Tuesday, May 15, 2012

Fair Warning

Since I seem to differ with the average citizen about what constitutes great literature, I think it's only fair to get ahead of my upcoming novel The Devil and Daniel Boone and remind potential readers that my primary literary influences are probably sources you either don't know or don't wanna know.

Charles Bukowski. Buk wrote with the engaging laser-beam simplicity of Elmore Leonard, and pulled no punches with language, subject matter, and attitude. But whereas Leonard actually followed conventional ideas about story arc, plotting, and character development, Buk often wrote entire novels where, in alcoholic Seinfeldian fashion, nothing ever really happened. And I adore that. (On the other hand, he was a total downer, which I strive not to be.)

Jack Kerouac's "Visions of Cody". The only Kerouac novel I really have any use for anymore (okay, "Desolation Angels" is pretty good too) is the one that most of his hippiefied fans would prefer to forget: it's a huge doorstop of a politically-incorrect stream-of-consciousness tome that tells no story, yet tells ten thousand anecdotes in the process of telling no story. You don't even need to read it linearly - like the Bible, you can just open it anywhere and dive in to its random rambling prose. It's all about texture, that feel, that indefinable "it."

Douglas Adams. Say what? Yeah. I think he's one of the greatest writers of the 20th century. If you disagree, my own writing is probably not for you. Adams systematically tossed out into the dustbin most of the established rules for so-called "good writing", and yet spawned a multi-book best-seller empire that branched out into radio, TV and movies. His characters stand around chit-chatting, then a way-too-clever narrator bloviates densely for pages on side tangents, then the characters chit-chat some more. Then something explodes. Or maybe it doesn't. End of story. It was never about plot, but all about the chit-chat. I love it.

Franklin W. Dixon. I know, I know, he's not a real person, but man, that just makes it 673% awesomer. And when I say Dixon's name, I mean to include all imaginary authors who penned children's novels by the pound rather than the word. Hardy Boys, Nancy Drew, Tom Swift, Bobbsey Twins, I eat it all. This also includes all the glorious pulp fiction authors of the first half of the 20th century, plus peculiar Big Little Books, idiosyncratic Gold Key Comics and half-baked radio dramas.

William S. Burroughs. Though WSB was a rather loathesome person in life, devoting most of it to pursuits such as drugs, sexual perversion, and wallowing in self-pity, I have a fondness for his very early ("Junky", "Queer") and very late ("The Place of Dead Roads") works. All that lazy surrealist cut-up stuff in the middle that pretentious professors pretend is precious ("Naked Lunch", "Soft Machine", "Wild Boys"), well, not so much. Kerouac did stream-of-consciousness better, and for that matter, so did James Joyce. Furthermore, many of WSB's best moments were actually influenced by/borrowed from greater men than himself - but that bothers me not. I borrow from his borrowings, and so goes this thing of ours.

Harry Stephen Keeler. This is where we really separate the grumps from the mugwumps. Keeler is fetishized in certain circles as being "the Ed Wood of literature" - namely that he's "soooo bad, he's good." Well, in the first place, Jack, ED WOOD was the Ed Wood of literature - he wrote novels himself, you know - and in the second place, I do not subscribe to the concept of "camp" or "kitsch". I find Keeler to be a flat-out genius, and wholly worthy of legitimate praise - not the "this guy is terrible but he's hilarious! hahaha!" sort. Again, you have been warned.

Thomas DeQuincey. Sometimes, just for kicks, I assume the beingness of DeQuincey, and I derive great satisfaction from it. Your mileage may vary. Don't say I didn't tell you so.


_THE PROBLEM:_
The answer must be every line from the entries below that contains "screenshot".

_DATA TO EXAMINE:_
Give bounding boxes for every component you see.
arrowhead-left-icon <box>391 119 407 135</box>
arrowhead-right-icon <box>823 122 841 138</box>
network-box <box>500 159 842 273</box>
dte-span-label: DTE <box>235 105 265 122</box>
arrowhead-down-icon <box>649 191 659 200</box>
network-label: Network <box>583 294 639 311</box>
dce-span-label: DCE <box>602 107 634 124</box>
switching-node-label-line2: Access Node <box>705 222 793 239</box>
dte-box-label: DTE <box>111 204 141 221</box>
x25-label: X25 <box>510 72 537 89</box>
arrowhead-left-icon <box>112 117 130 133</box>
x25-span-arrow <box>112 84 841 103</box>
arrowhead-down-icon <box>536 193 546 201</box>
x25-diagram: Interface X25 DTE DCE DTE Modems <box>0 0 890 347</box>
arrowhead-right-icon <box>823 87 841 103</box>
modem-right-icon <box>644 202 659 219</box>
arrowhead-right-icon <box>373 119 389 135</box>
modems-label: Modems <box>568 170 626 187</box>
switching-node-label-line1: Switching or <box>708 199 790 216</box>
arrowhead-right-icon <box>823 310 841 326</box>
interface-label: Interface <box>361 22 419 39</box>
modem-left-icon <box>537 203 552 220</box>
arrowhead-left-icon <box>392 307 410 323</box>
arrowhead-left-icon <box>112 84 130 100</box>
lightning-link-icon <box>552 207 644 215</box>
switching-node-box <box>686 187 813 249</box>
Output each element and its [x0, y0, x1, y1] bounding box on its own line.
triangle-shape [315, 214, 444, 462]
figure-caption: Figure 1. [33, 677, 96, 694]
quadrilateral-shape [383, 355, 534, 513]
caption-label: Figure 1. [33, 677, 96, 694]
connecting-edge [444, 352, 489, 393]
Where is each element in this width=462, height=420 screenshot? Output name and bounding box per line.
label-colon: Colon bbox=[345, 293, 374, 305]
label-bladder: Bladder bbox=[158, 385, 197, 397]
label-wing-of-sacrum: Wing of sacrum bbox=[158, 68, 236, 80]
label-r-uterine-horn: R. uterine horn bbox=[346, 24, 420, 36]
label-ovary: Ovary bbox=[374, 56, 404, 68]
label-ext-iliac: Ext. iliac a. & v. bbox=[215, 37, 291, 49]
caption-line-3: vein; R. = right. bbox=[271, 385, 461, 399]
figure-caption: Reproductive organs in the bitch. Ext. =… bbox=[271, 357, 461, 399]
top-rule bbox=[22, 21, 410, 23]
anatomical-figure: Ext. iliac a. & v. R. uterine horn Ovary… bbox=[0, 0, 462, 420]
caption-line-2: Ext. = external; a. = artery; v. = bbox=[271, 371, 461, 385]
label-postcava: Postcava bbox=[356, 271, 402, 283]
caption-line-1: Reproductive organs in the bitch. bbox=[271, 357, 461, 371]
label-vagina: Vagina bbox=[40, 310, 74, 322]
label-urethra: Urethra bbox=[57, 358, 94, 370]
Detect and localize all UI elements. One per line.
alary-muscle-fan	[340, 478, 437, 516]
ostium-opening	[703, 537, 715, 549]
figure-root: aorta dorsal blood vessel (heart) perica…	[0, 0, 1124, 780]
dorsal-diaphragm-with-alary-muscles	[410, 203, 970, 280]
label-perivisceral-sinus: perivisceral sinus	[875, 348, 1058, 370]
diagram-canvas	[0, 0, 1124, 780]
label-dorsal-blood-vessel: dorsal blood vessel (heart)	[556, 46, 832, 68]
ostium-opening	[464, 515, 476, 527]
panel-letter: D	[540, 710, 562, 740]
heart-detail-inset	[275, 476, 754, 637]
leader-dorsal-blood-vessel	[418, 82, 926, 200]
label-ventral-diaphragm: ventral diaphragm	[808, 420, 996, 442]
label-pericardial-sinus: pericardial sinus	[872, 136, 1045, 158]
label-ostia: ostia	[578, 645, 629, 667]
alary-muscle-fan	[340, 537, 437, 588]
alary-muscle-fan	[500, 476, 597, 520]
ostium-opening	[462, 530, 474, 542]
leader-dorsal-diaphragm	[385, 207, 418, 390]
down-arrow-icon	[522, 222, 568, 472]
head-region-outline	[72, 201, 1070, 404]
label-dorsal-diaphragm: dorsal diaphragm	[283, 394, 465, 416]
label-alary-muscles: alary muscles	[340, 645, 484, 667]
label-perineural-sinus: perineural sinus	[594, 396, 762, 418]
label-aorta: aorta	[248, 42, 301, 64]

...

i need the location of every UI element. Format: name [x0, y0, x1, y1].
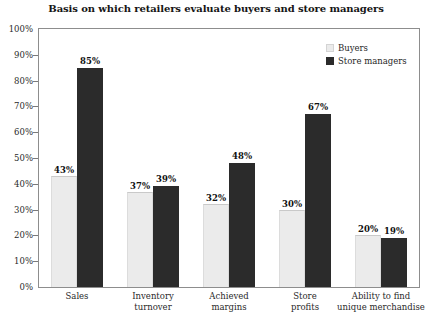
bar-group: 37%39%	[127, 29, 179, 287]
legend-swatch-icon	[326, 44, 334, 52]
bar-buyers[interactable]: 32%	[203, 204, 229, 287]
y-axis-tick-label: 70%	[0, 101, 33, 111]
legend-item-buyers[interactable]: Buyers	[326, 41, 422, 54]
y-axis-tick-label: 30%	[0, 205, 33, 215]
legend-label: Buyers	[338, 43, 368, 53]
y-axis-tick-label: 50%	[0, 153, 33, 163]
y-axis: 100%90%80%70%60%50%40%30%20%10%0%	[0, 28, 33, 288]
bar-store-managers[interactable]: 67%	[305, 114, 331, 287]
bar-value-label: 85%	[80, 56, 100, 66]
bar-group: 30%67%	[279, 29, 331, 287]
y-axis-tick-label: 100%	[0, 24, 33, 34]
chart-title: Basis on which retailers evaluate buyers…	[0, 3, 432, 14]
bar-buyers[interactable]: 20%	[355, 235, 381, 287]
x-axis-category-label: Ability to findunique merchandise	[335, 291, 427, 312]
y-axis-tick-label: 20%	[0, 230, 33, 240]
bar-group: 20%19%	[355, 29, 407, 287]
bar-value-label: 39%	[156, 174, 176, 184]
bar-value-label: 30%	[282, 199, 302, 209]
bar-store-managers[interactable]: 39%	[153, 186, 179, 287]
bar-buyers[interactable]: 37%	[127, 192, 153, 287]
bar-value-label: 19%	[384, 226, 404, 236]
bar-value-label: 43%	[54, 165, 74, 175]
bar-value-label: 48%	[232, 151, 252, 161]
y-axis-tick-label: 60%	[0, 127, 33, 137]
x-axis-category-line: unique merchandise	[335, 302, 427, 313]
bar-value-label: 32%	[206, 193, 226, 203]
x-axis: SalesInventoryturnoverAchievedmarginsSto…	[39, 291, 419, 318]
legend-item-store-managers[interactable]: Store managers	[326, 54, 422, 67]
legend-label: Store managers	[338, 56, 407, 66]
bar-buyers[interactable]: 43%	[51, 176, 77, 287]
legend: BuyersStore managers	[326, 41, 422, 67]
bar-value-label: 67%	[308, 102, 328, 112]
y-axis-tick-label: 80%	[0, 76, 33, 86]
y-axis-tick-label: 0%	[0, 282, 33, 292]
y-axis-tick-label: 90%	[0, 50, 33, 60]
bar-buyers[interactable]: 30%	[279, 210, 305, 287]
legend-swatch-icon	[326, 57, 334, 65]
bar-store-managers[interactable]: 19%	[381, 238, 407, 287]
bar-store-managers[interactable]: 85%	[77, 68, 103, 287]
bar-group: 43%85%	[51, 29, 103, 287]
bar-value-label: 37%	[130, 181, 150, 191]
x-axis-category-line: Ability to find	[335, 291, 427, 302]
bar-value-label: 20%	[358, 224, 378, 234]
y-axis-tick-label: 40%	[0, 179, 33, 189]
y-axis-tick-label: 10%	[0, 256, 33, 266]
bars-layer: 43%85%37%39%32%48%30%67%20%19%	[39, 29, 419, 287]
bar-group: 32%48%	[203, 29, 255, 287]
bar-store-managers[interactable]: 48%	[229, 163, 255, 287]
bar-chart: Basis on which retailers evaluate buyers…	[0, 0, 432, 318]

...

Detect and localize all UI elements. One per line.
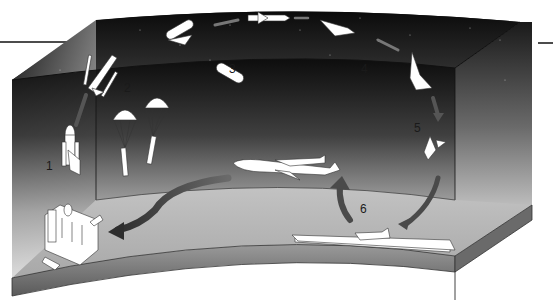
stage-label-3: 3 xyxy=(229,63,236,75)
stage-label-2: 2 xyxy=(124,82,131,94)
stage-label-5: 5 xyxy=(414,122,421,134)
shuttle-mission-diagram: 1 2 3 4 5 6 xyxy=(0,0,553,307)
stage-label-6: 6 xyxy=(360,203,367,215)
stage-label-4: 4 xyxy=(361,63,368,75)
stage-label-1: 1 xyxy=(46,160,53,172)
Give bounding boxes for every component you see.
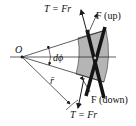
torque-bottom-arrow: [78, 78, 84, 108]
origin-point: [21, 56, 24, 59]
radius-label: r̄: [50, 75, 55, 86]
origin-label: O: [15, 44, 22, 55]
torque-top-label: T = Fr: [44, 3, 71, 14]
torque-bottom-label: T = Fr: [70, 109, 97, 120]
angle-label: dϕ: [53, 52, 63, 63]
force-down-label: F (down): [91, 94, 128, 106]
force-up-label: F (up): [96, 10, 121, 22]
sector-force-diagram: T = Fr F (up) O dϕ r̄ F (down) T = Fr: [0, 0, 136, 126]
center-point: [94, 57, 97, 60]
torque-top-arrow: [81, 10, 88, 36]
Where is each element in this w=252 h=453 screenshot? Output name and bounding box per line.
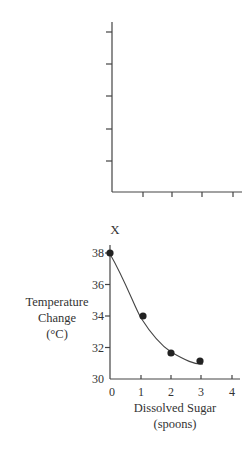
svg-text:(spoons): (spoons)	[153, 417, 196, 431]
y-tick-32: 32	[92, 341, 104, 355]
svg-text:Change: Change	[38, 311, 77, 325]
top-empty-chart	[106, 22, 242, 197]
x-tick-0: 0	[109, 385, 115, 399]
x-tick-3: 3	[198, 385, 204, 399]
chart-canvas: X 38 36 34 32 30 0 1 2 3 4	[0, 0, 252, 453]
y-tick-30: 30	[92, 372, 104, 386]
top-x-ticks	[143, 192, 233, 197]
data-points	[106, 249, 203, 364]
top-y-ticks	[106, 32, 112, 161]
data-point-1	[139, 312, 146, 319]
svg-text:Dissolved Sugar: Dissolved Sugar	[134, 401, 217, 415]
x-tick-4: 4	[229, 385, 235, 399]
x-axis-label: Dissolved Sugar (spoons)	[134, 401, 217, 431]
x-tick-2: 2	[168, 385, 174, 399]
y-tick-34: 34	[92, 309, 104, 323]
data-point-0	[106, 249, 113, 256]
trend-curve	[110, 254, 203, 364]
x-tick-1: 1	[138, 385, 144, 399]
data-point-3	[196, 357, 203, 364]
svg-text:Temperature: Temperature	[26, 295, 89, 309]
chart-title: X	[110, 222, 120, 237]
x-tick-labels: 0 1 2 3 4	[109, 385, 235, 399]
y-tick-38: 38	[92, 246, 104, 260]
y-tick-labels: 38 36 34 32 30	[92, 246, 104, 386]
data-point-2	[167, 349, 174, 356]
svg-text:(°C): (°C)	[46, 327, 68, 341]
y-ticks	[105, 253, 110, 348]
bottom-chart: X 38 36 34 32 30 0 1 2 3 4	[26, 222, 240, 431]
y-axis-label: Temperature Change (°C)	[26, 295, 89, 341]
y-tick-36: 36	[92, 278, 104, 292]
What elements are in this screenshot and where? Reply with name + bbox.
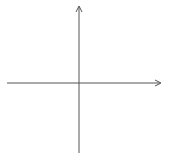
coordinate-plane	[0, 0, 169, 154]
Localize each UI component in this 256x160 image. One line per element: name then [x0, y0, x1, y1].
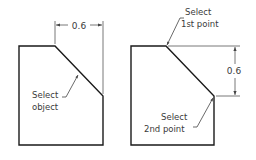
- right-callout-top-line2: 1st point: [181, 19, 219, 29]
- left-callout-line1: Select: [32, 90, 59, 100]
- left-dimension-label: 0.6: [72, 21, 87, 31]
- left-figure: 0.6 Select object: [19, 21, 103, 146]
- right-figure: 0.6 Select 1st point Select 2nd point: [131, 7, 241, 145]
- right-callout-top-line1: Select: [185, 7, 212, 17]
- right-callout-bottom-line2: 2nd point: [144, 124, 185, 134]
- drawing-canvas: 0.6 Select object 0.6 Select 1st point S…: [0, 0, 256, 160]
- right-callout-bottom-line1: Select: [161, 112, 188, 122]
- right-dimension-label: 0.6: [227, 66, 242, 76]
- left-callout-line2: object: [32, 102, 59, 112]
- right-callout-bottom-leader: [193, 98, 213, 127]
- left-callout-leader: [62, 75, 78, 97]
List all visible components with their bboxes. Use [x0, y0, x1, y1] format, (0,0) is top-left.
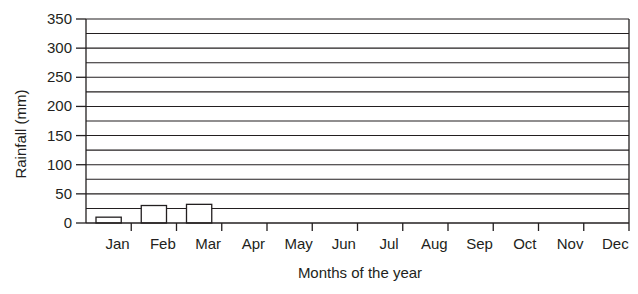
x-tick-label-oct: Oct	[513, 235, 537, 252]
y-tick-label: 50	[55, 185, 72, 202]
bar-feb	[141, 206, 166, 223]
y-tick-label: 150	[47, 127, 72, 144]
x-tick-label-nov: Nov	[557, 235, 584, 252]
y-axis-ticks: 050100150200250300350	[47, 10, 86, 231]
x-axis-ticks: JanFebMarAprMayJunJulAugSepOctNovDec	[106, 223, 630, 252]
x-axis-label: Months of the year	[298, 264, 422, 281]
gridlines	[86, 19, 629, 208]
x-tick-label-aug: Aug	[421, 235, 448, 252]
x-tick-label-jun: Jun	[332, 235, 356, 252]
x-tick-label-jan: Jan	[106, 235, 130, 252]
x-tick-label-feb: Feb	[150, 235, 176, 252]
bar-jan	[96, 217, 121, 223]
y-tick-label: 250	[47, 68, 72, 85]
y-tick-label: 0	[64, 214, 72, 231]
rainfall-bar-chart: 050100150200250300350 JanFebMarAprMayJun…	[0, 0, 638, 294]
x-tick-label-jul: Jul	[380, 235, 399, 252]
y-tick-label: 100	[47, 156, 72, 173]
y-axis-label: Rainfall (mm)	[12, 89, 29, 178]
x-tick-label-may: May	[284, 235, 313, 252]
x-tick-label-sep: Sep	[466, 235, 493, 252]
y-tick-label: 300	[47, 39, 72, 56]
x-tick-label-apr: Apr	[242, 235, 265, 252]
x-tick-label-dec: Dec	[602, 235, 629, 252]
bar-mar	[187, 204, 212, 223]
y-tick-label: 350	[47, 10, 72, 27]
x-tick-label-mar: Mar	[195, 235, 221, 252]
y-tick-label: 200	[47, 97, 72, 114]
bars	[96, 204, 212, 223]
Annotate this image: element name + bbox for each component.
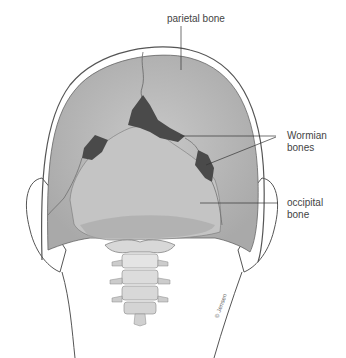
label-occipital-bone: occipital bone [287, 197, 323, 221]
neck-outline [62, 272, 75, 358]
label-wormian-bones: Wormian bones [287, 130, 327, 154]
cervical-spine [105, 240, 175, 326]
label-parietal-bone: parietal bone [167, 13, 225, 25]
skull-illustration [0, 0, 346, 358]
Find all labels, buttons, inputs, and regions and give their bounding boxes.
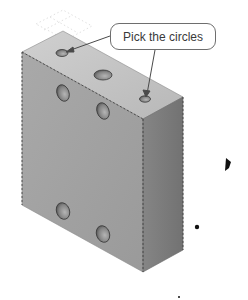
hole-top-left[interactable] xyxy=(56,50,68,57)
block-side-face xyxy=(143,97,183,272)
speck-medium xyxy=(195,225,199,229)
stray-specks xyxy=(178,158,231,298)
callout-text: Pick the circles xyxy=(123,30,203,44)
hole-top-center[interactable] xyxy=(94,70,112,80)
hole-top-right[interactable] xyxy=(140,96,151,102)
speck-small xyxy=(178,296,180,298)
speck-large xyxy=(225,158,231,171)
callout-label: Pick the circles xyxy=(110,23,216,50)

_OUTPUT OF THE TASK:_
Where is each element in this width=462, height=420 screenshot? Output name and bounding box per line.
Where is each element in this w=252 h=453 screenshot? Output name and bounding box per line.
What elements are in this screenshot and where? Reply with name + bbox.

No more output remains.